Handicapping an election nineteen months away seems relevant only to political junkies except for this: Expectations, as shrewd investors know, affect actions.

The Republican presidential field might be more formidable if President Barack Obama were less strongly favored. And over time, what Congress does will be shaped by the presidential campaign's direction.

Views of 2012 are heavily influenced by the metaphors that prognosticators invoke. Will it be 1984, 1988, or 1992?

Obama's camp loves 1984. President Ronald Reagan's popularity plummeted during the economic downturn of his first two years, and Republicans did badly in the 1982 midterms. Then the economy roared back and so did Reagan. He won the landslide Obama's handlers dream about.

Republicans like 1992. In the year before the election, the smart money was on President George H. W. Bush's re-election. But out of nowhere came a young Democratic governor named Bill Clinton. He took advantage of economic discontent and the way Ross Perot's independent candidacy shook up the campaign. Bush lost with only 37.5 percent of the popular vote. Republicans want to believe Obama is as invisibly vulnerable now as Bush was then.

Both comparisons are flawed. Obama will get stronger as the economy improves but he won't be able to get close to a Reagan-like triumph, given how many core Republican states seem impossible to crack. The problem with the Republicans' 1992 metaphor is that while Bush may not have seen Clinton coming, many Democrats had identified him as an awesome talent years before he ran. None of the current GOP contenders can claim this.

I like 1988 (the year the first President Bush defeated Democrat Michael Dukakis) as a metaphor for the Republicans' stature problem. That year, the Democratic hopefuls came to be known as "the seven dwarfs." This wasn't fair to them, and it may not be fair to this year's Republican field, whatever its eventual size. But the dwarf line speaks to an image deficit shared by both fields.

Of the current GOP bunch, former Minnesota Gov. Tim Pawlenty is the Dukakis of 2012. I say this as someone who is fond of Dukakis and believes he was an excellent governor of Massachusetts. He just wasn't a great presidential candidate. The strength Pawlenty and Dukakis share is the absence of any glaring shortcomings. Dukakis was the remainder candidate, the guy most likely to be left standing. That looks like Pawlenty's role this year. But it's also hard to see Pawlenty escaping Dukakis's eventual fate in a general election.

Mitt Romney, the sort-of, kind-of front-runner, is intelligent and well-organized. But his lack of constancy on certain issues and the Massachusetts health-care plan (which he should be proud of fathering, but has had to disown) hurts him with primary voters. Mississippi Gov. Haley Barbour is the guy you would most want to have a drink with, but that's not necessarily the key to winning a nomination. Gov. Mitch Daniels of Indiana is bright and substantive. He should run, but I don't think he will.

Then there's the rest—Newt Gingrich, Michele Bachmann, Donald Trump, and Jon Huntsman. I can't see any of them making it, but keep an eye on Trump's economic nationalism and his tough-on-China rhetoric. If he cans the birther nonsense, The Donald might surprise people.

For the election, here's the math: With the new census, the states Obama carried last time (plus the lone elector he won in Nebraska) start him with 359 electoral votes. From his original states, Obama can lose Ohio, Indiana, Michigan, Wisconsin, Iowa, Virginia and North Carolina and still win exactly the 270 electoral votes he needs—as long as he holds his other states, notably Pennsylvania and Florida, and that single elector from Nebraska. Under this scenario, if he also lost the one Nebraska vote, the Electoral College would be tied, 269-269.

This gives Obama a lot of maneuvering room, but note that Pennsylvania and Florida both trended Republican last year. So Obama is certainly the favorite, but I'm not in the camp that sees the election as over before it starts.

And in the congressional races, something could happen in 2012 that's never happened before: Both houses could switch parties but in opposite directions. The Democrats could take back the House—the GOP is defending a lot of Democratic-leaning seats—while Republicans could take over the Senate, given the difficult array of states Democrats must win. If this actually happens, remember you read it here first. 

(c) 2011, Washington Post Writers Group

E. J. Dionne Jr., a Commonweal contributor since 1978, is a distinguished university professor in the McCourt School of Public Policy and the department of government at Georgetown University. He is also a senior fellow at the Brookings Institution and a columnist for the Washington Post. He is working with James T. Kloppenberg on a forthcoming study of American progressives and European social democrats since the 1890s.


### What the exercise asks
Exclude every picture. Output verbatim the lines from the one containing "Expose human arm location." to the end of the data.

### Entries supplied
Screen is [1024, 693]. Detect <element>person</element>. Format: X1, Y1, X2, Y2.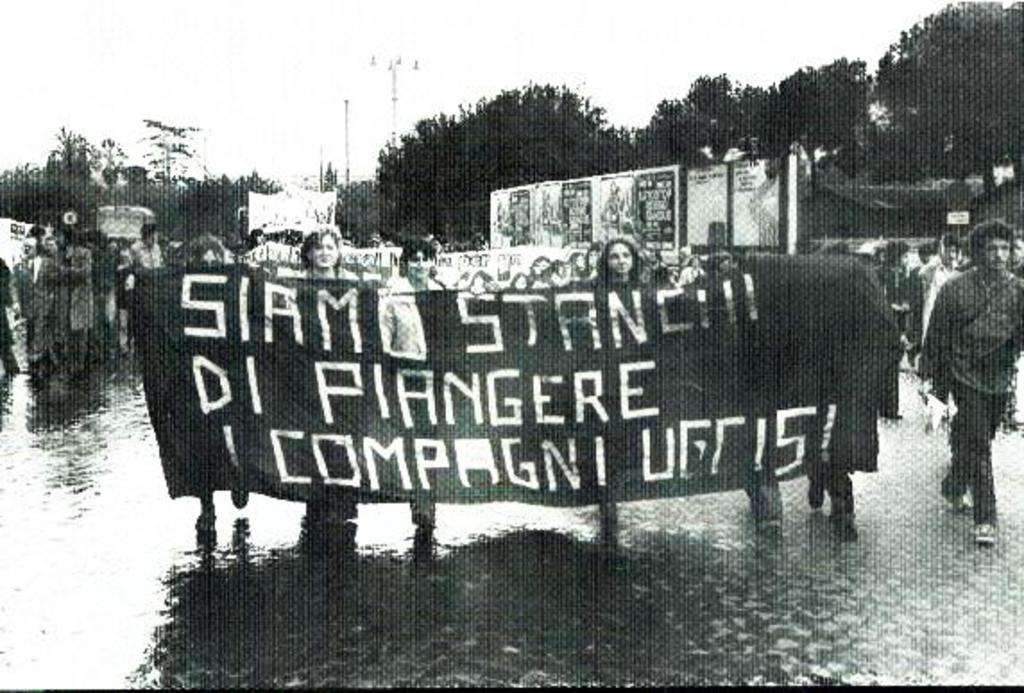
304, 224, 358, 526.
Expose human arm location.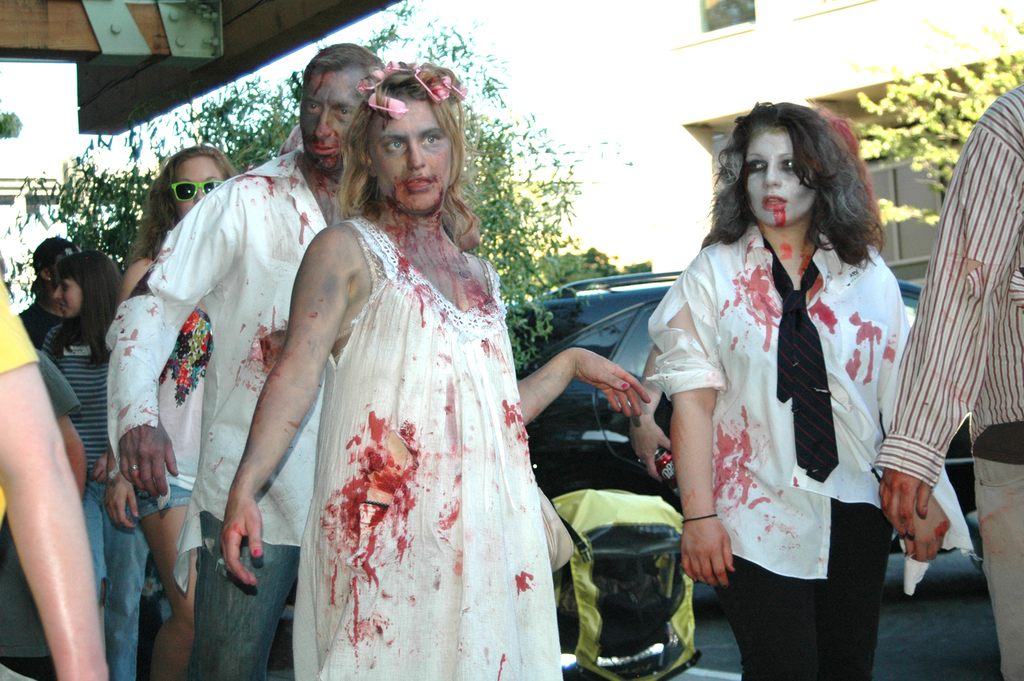
Exposed at crop(648, 246, 726, 582).
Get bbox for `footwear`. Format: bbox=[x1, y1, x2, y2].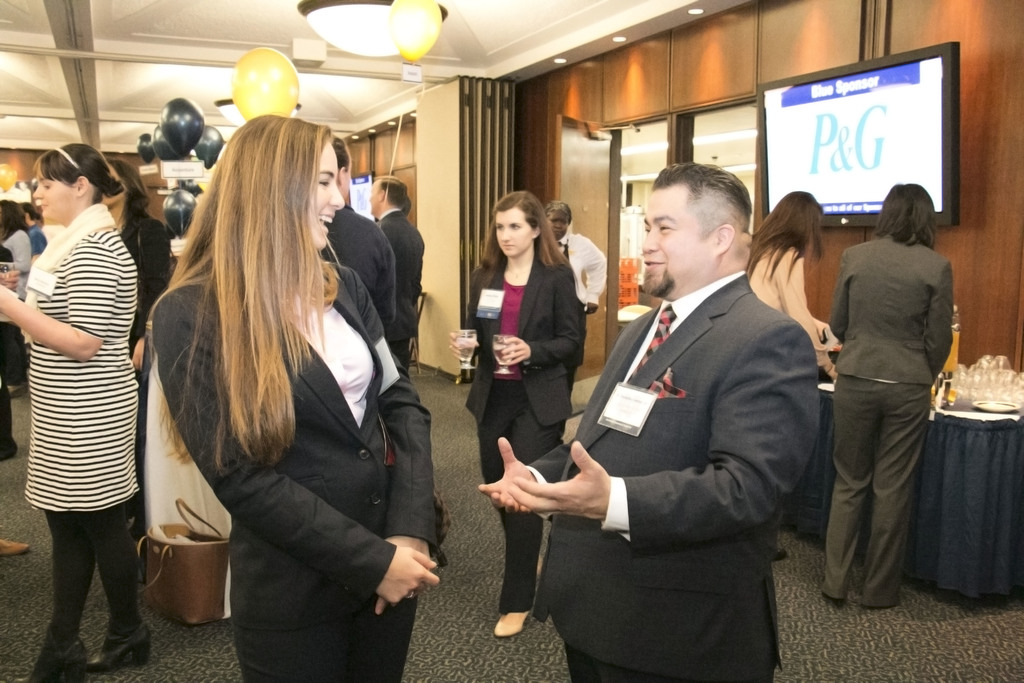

### Answer to the problem
Expose human arm location.
Exposed at crop(648, 246, 726, 582).
Get bbox for `footwear`. Format: bbox=[x1, y1, x2, y2].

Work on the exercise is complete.